From Out In The Film Noir Night- With Robert
Cummings’s Sleep, My Love In Mind
DVD Review
Sleep, My Love, Robert Cummings, Claudette Colbert, directed by Douglas Sirk, 1948
Mister Abbott had come into the shop
one afternoon looking to have a photograph taken for a passport. While he was
waiting he had spied Daphne going about in a revealing swim suit after a shoot and
struck up a conversation. (Little did he know that Daphne had eyed him, eyed
him as a catch, as simple bait, as he entered the door and put had on her
fangs.) That conversation led to a swanky dinner led to an uptown hotel bedroom
and a few days later one Mister William Abbott was hooked, hooked bad, hooked
as bad as a man could be about a woman. He would do anything she asked,
anything.
Bill Abbot, it turned out, was from a
branch of the famous Abbotts that worked their wills in Wall Street and peopled
the upscale Sutton Place apartments of New York City. And married other Mayfair
swells like the Penningtons. See Bill was from what he described as the
declining gentry, the poor relatives Abbotts, who nevertheless were pedigreed
enough to make marriages with the families with real dough. Families like the
Elliott Penningtons, one of whose daughters, Cora, Bill had married. But she
had control of all the dough, all the dough until she died and that was that. Bill
would have to wait it out. Well, not quite because Daphne dreamed, dreamed
night and day about getting out from under cheap street and she didn’t
particularly care how she got out. So when she presented her plan, her
ultimatum plan to Bill he didn’t think twice about refusing, especially since
it seemed so fool-proof.
And it was to a point. See guys like
Bill Abbott, and even a woman like Daphne draw back at old-fashion murder, draw
back at taking the big step-off at Ossining and places like that where they
would not be able to enjoy earthly goods, So Daphne‘s idea was to get the high-
strung Cora to kill herself, aided by an unrelenting program directed by Bill
to lead her along that path. Then a quick jump off a building or something like
that and easy street. Bill loved the idea, and moved to implement it as quickly
as possible. He had real skill at making Cora doubt her sanity. When Bill told
Daphne each detail over pillows she practically salivated.
Of course one virtue of old-fashioned
murder is that it gets done, and is then done. Finished. This murder cum suicide is trickier. It
requires a willing subject and good luck. And that is just what Bill and Daphne
did not have in the end. They were doing just fine until Chad Smith , a brother
of a classmate of Cora’s at Miss Prissy’s, or something like that, boarding
school, came down from Boston and started to gum up the works. He was smitten
with Cora and thus parried, first unknowingly, then knowingly, each psychological
blow Bill threw at her. It got so bad that Bill and Daphne decided to try some
other more direct way, like an ambush. That didn’t work, didn’t work at all as
Bill became a victim of his own over-cleverness and was shot, shot dead, in
self-defense (or that would be the way it would work out in front of a jury) by
Cora directing the fire his way at Chad’s command. Poor Daphne will spend many
a cold night thinking through what might have been, a place on Sutton and
everything.
Hold on, hold on a minute with your
handkerchiefs and tears, Daphne Swann was no fool. See Chad had entered the
picture at her request. Chad was as smitten Daphne as any other man she fancied
and had been brought in by her from Boston when it did not look like Bill was
going to be successful. Besides she wanted the Pennington dough and position
herself and not doled out by Bill. So if one morning you wake up and see in the
newspapers where Cora Smith (nee Pennington) killed herself, or died under
mysterious circumstances, you will know what really happened. Yah, that Daphne
Swann was a piece of work, a real piece of work.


▶ EXERCISE DESCRIPTION: Only the lines from the one that contains "xyxy pixel coordinates" to the last line below, both included, should be transcribed. Pictures stay out of the copy.
________________________
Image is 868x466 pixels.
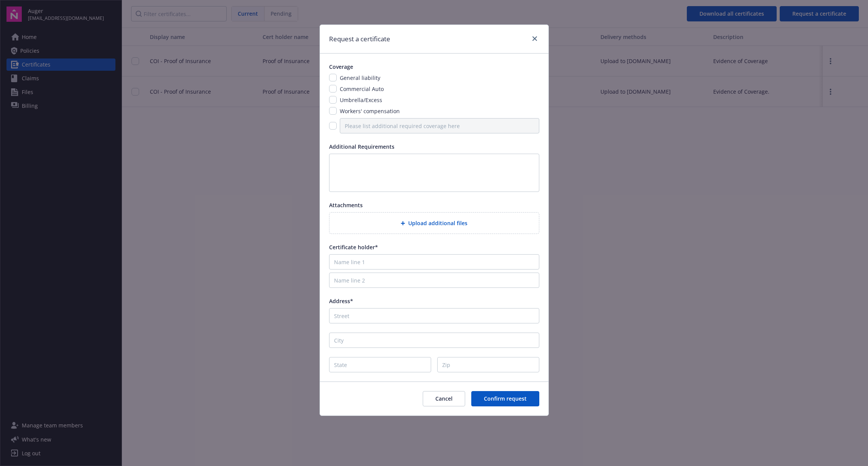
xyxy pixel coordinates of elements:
span: Certificate holder* [329,243,378,251]
div: Upload additional files [329,212,539,234]
span: Coverage [329,63,353,70]
span: Address* [329,297,353,304]
input: City [329,332,539,348]
span: Confirm request [484,395,527,402]
span: Umbrella/Excess [340,96,382,104]
span: Additional Requirements [329,143,394,150]
input: State [329,357,431,372]
span: Attachments [329,201,362,209]
span: Cancel [435,395,452,402]
input: Please list additional required coverage here [340,118,539,134]
input: Name line 1 [329,254,539,269]
h1: Request a certificate [329,34,390,44]
span: Upload additional files [408,219,467,227]
button: Confirm request [471,391,539,406]
span: Commercial Auto [340,85,384,93]
span: Workers' compensation [340,108,399,115]
button: Cancel [422,391,465,406]
input: Street [329,308,539,323]
a: close [530,34,539,43]
span: General liability [340,74,380,81]
input: Name line 2 [329,272,539,288]
input: Zip [437,357,539,372]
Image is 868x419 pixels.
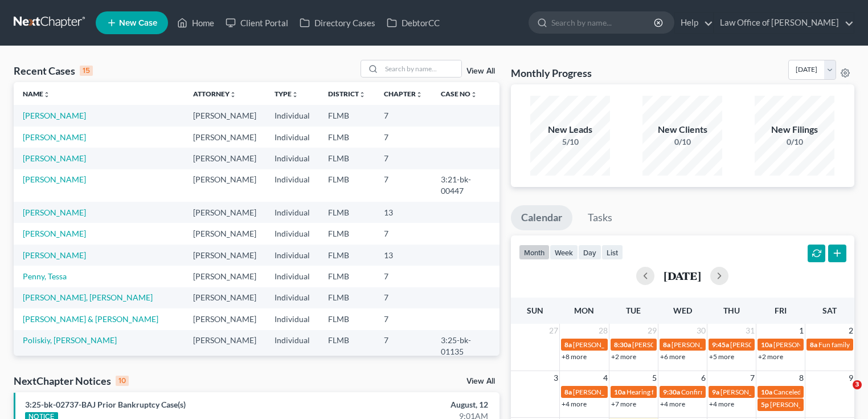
________________________
▶ OUTPUT OF THE TASK:
xyxy pixel coordinates of elements:
span: Certificate holder* [329,243,378,251]
div: Upload additional files [329,212,539,234]
span: Coverage [329,63,353,70]
span: Address* [329,297,353,304]
input: City [329,332,539,348]
span: Confirm request [484,395,527,402]
span: Umbrella/Excess [340,96,382,104]
span: Additional Requirements [329,143,394,150]
input: State [329,357,431,372]
span: Attachments [329,201,362,209]
span: Cancel [435,395,452,402]
input: Please list additional required coverage here [340,118,539,134]
input: Name line 1 [329,254,539,269]
h1: Request a certificate [329,34,390,44]
span: Upload additional files [408,219,467,227]
button: Confirm request [471,391,539,406]
span: Commercial Auto [340,85,384,93]
span: Workers' compensation [340,108,399,115]
button: Cancel [422,391,465,406]
input: Street [329,308,539,323]
a: close [530,34,539,43]
span: General liability [340,74,380,81]
input: Name line 2 [329,272,539,288]
input: Zip [437,357,539,372]
Image is 868x419 pixels.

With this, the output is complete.